I would see Viviane every other day, her long hair in a braid and a small teddy in her hand, going on a walk with Nyla in a stroller. Sometimes she would stop to say hello and move on. In a while, I saw Nyla sitting up in the stroller and looking at everything, including me, with large, limpid eyes. Then one day Viviane came out without the stroller, with Nyla holding on to her hand and tottering forward, step by slow step.
There was no stopping the baby after that. I visited her parents for a cup of tea and saw the baby endlessly rushing from room to room. Occasionally falling, getting up and again lurching to her next destination. She had discovered the strength of her little legs and the joy of moving them, and nothing would inhibit her explorations.
Thus began my special relationship with Nyla. On a weekend, I had just put down my first cup of coffee and opened the voluminous Sunday paper, when I heard a soft noise on my front door. There was Nyla, too small to be able to reach the calling bell, banging her little fist on my door. Viviane stood nearby, looking a little abashed, and explained apologetically, “Nyla wanted to see you.”
I opened the door and Nyla toddled right in, followed by Vivian. Nyla came to see what I was doing on the computer and then went to the living room and closely examined the large white teddy bear astride a chair, a memento left by my baby. She caressed it, smiled and, with what seemed like a nod of approval, went out with her mother.
After that, our relationship grew. Nyla went out regularly for a walk with her mother, sometimes accompanied by her father too, and periodically strayed to my home to meet her two friends, me and the teddy bear.
Over the years, Nyla grew into a pretty little girl, exploring the streets near our homes, playing in the park near our home with other children or in the park farther away where there were tempting slides. She learned to hop, skip and jump on the sidewalk, the squares marked in chalk in her progressively steady but still uncertain hand. She kept visiting me too, now by herself, flaunting her independence. If I was working on the laptop, she would sit on my lap and watch the letters appear in sequence. When she left, I would plant a kiss on her chubby cheeks and place a Lindor chocolate in her hand.
Ted and Vivian home-schooled her for several years. When she started going to a neighborhood school, I would see her run to the yellow school bus with a large backpack. I signaled to her from my doorstep and was rewarded with a huge wave and large smile. I began to see less and less of her, doubtless because she started spending more and more time with new friends. I saw even less of her when she graduated to high school, for she began to swim competitively and volunteer as a lifeguard.
This was nothing new, for I remembered how strange it seemed when my daughter went to college. Something seemed to be missing in my life when I would come back from work in the evening and the home seemed unnaturally quiet.
However, Nyla was always warm and scrupulously pleasant when we met, and I loved the limited time we had together. She would tell me of her friends, the ones who were cordial and the ones who were unaccountably catty. She told me of her new activities, the school play she was acting in and music lessons she was taking.
I told her that I was going abroad on an assignment for seven months but would return just in time for her birthday. I would love to take her out for dinner.
When you return to the country after a long stretch, there are always many chores to attend to, but I remembered my commitment to Nyla. I made a reservation at a French restaurant and told her. She said she had a tea party in the afternoon with some friends for her birthday and would meet me at the restaurant.
I was waiting at a table when Nyla walked in. I almost didn’t recognize her for a few seconds. She was wearing a floral tie-front maxi and her hair looked stylishly piled. High heels contributed to a more adult look. I said, “Nyla, happy birthday! You look splendid.”
But it was much more than the look. She had grown up. She wasn’t the little girl who would casually hop into my lap. She looked charming and she acted charming in every way, but she was now different. She now talked in a different, maturer way; she even said my name differently. No doubt, she had grown up.
I recalled the day my daughter returned from college. I loved her as ever, but she was different and grown-up. She was set to take a job, to start her own home and begin a new and separate life. Good luck to her, but on my desk was still her school graduation photo.
They all grow up. I almost wish they didn’t.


#### Problem
Down to the last line, set down the listing below exactly, apart from its pictures.

#### Data provided
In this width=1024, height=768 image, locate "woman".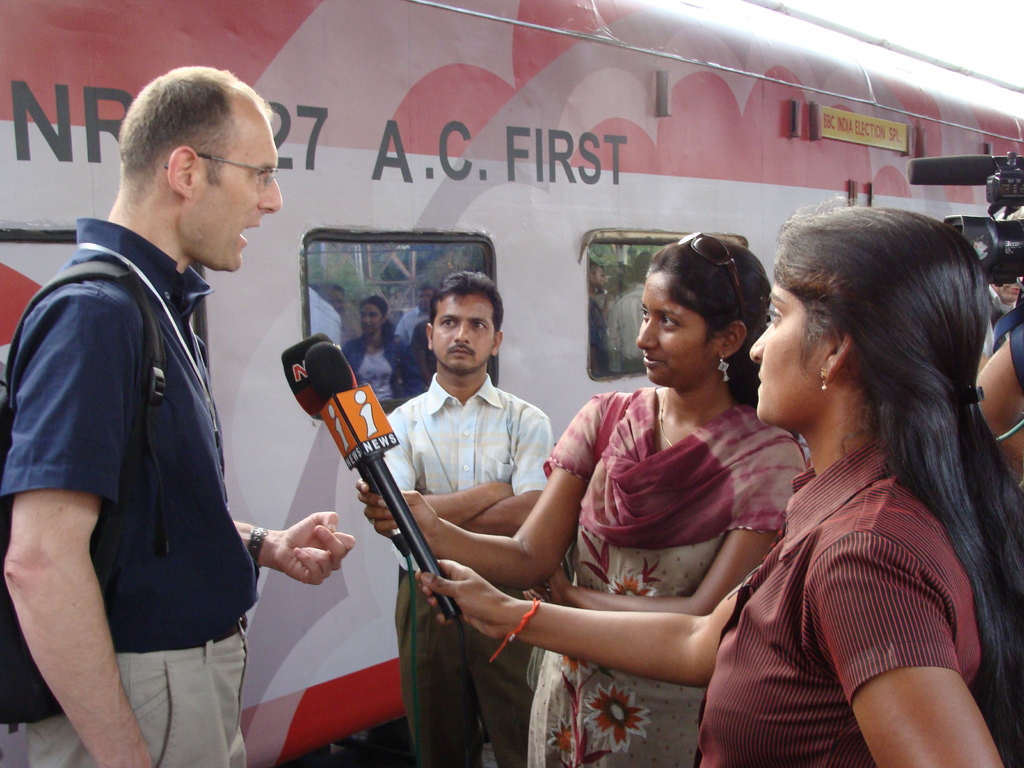
Bounding box: <box>357,242,808,767</box>.
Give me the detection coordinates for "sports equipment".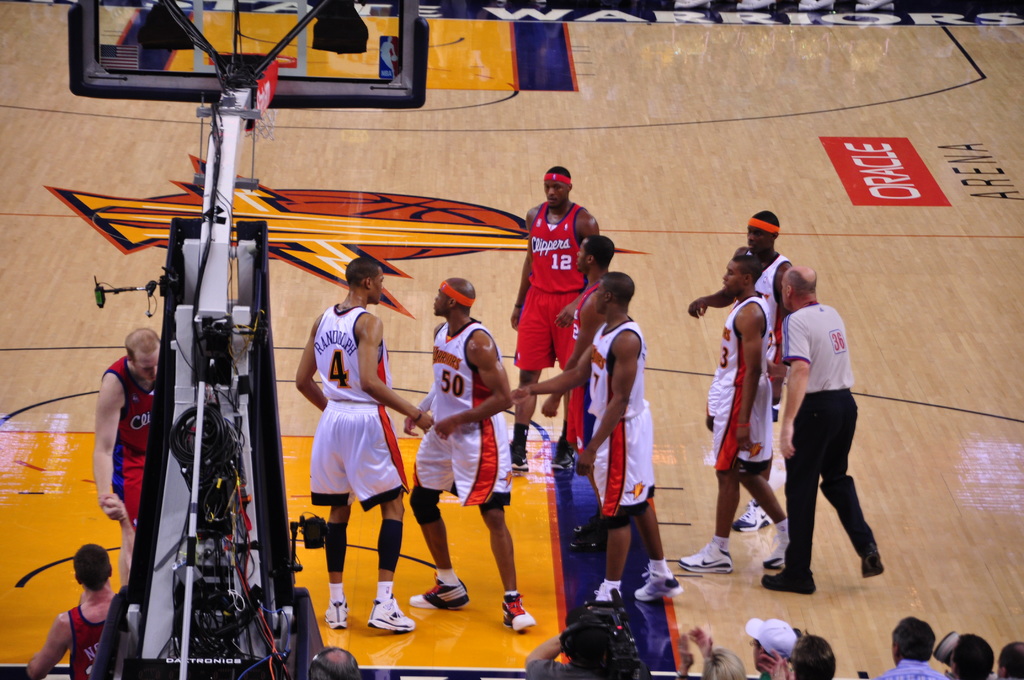
[x1=370, y1=594, x2=419, y2=625].
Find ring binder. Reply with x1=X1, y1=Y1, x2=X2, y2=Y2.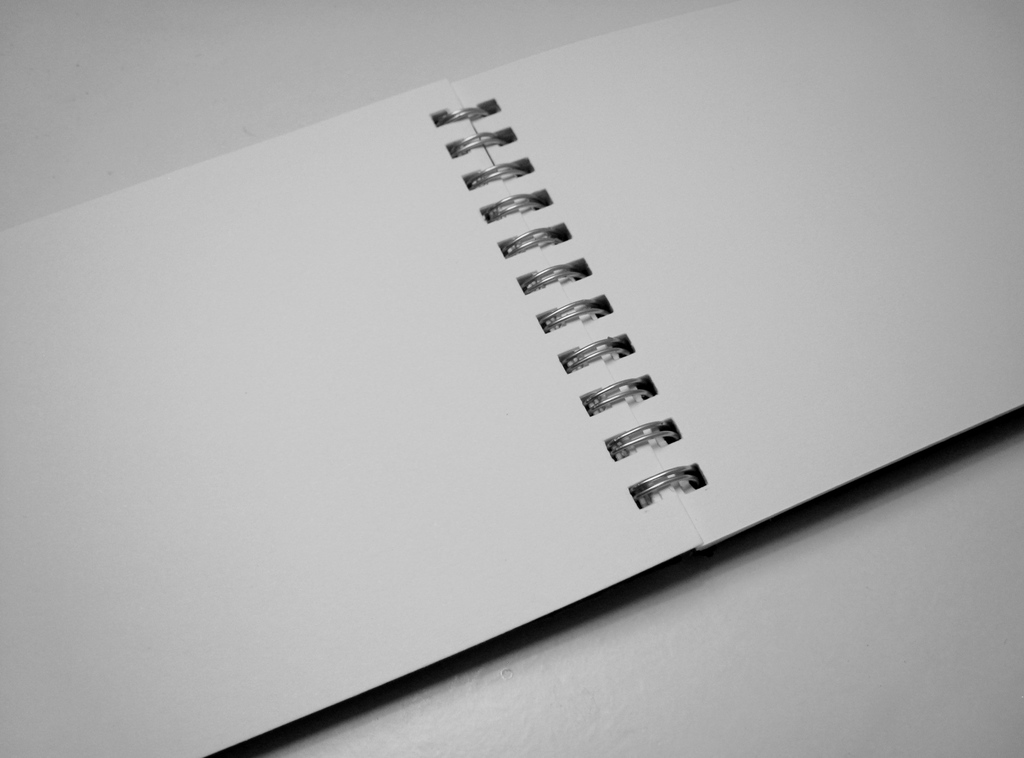
x1=0, y1=3, x2=1023, y2=756.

#### Output for this exercise
In this width=1024, height=768 image, locate "woman".
Bounding box: <box>357,242,808,767</box>.
Give me the detection coordinates for "sports equipment".
[x1=370, y1=594, x2=419, y2=625].
Find ring binder. Reply with x1=X1, y1=Y1, x2=X2, y2=Y2.
x1=0, y1=3, x2=1023, y2=756.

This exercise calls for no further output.